Van Dorn Protection Services had issued passwords for each of the Hull 44 dreadnought men it was guarding. After getting past the Marines guarding the gates, a visitor still had to prove he was expected by the individual he claimed to be visiting.
Where is Mr. Kent?
They're all in the test chamber working on that cage-mast model, the Protection Services operative answered, pointing across the drawing loft at a closed door that led to the laboratory. Is there something wrong, Mr. Bell?
Three things, Bell answered tersely. Farley Kent is not here, so he does not seem to have expected that officer to visit. The officer has been studying Kent's drawing board since I walked in. And in case you haven't noticed, he is wearing the uniform of the Czar's Navy.
Them blue uniforms look all the same, the operative replied, reminding Bell that few PS boys possessed the brains and moxie to climb the ladder to full-fledged Van Dorn detective. Besides, he's carrying them rolled-up drawings like they all do. You want I should question him, Mr. Bell?
I'll do it. Next time someone walks in unexpected, assume he's trouble until you learn otherwise.
Bell strode across the big loft past rows of drawing boards that were usually occupied by the naval architects testing the cage mast. The man in the Russian officer's uniform was so engrossed in Farley Kent's drawing that he gave a startled jump and dropped the rolls he had tucked under his arm when Bell said, Good morning, sir.
Oh! I do not hear approach, he said in a heavy Russian accent, scrambling to pick them up.
May I have your name, please?
I am Second Lieutenant Vladimir Ivanovich Yourkevitch of His Majesty Czar Nicolas's Imperial Russian Navy. And to whom do I have the honor--
Have you an appointment here, Lieutenant Yourkevitch? The Russian, who looked barely old enough to shave, bowed his head. Sadly, no. I am hoping to meet with Mr. Farley Kent.
Does Mr. Kent know you?
Not yet, sir.
Then how did you get in here?
Yourkevitch smiled, disarmingly. With entitled demeanor, impeccable uniform, and crisp salute.
Isaac Bell did not smile back. That might get you past the Marines guarding the gate. But where did you get the password to go to Kent's drawing loft?
In bar outside gates, I meet Marine officer. He tells me password.
Bell beckoned the Protection Services operative.
Lieutenant Yourkevitch will sit on that stool, away from this drawing board, until I return. To Lieutenant Yourkevitch he said, This gentleman is fully capable of knocking you to the floor. Do as he tells you.
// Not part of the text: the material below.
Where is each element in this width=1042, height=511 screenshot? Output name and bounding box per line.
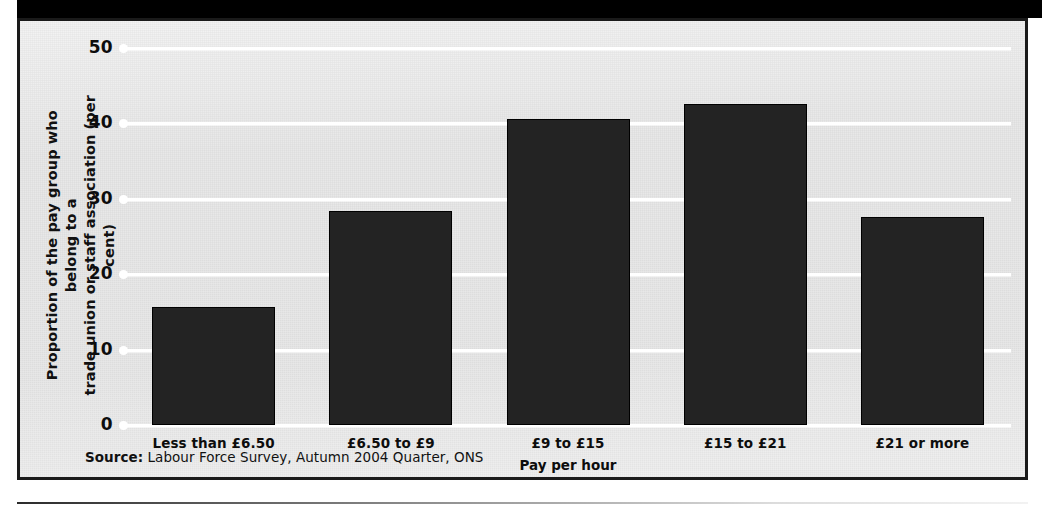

Then Bell crossed the loft and pushed open the door to the test chamber.
A dozen of Kent's staff were circled around a ten-foot-tall model of an experimental battleship cage mast. The young naval architects held wire snips, micrometers, slide rules, notepaper, and tape measures. The round, freestanding structure, which stood on a dolly, was made of stiff wires that spiraled from base to top in a counterclockwise twist and were braced at intervals by horizontal rings. It represented, in miniature, a one-hundred-twenty-foot-high mast made of lightweight tubing and was correct in every detail down to the mesh platforms within some of the rings, electric leads and voice pipes running from the spotters' top to the fire director's tower, and tiny ladders angling up the interior.
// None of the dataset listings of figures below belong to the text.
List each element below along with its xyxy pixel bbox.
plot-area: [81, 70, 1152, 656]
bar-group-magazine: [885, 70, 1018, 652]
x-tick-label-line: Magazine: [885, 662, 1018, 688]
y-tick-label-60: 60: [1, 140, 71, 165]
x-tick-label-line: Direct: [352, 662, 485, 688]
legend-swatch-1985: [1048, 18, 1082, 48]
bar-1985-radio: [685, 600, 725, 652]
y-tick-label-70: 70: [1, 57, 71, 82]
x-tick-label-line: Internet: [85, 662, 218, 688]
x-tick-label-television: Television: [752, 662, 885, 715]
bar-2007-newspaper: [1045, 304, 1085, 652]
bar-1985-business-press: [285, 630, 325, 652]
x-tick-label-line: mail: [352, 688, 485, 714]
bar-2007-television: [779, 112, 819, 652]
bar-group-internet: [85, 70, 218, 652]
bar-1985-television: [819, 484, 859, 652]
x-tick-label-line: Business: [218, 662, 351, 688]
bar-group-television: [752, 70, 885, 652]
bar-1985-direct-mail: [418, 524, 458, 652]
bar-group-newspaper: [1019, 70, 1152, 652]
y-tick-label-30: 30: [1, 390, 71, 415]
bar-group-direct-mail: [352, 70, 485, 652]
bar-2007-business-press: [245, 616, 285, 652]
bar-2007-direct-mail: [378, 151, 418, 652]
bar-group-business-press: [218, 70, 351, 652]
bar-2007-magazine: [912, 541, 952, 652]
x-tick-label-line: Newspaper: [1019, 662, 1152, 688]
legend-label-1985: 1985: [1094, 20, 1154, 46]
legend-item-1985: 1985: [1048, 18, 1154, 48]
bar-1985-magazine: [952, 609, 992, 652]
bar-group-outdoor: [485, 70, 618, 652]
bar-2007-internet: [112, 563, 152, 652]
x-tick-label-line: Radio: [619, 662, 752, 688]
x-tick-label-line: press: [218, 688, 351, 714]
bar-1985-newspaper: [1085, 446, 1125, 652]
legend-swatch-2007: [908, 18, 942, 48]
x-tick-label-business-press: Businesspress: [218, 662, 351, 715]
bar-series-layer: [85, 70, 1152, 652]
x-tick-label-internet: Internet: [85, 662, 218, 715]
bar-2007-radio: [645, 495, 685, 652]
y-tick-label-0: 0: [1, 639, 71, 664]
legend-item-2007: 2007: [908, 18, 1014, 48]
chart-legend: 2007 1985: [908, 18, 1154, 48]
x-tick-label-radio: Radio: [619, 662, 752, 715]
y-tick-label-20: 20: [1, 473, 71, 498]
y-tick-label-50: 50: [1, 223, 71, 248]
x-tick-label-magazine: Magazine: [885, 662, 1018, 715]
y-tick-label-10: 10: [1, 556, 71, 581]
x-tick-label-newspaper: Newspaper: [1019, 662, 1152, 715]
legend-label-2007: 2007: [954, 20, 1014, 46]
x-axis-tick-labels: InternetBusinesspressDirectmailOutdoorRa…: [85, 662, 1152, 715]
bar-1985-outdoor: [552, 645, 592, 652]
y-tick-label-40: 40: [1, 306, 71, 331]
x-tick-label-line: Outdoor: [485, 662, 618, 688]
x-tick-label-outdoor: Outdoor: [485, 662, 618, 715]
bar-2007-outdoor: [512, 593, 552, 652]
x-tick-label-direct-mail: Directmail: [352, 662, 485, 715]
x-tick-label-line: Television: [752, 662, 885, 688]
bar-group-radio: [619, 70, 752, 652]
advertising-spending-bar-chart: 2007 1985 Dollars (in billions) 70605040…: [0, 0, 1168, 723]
Two of Kent's architects held ropes attached to opposite sides of the round base. A tape measure strung between the walls passed next to the top. An architect on a stepladder watched the tape closely. Farley Kent said, Portside salvo. Fire!
The architect on the left side jerked his rope, and the man watching the tape called out how much the tower had swayed. Six inches! was recorded.
At twelve-to-one, that's six feet! said Kent. The spotters on top better hold on tight when the ship fires her main turrets. On the other hand, a tripod mast will weigh one hundred tons, while our cage of redundant members will weight less than twenty-a huge savings.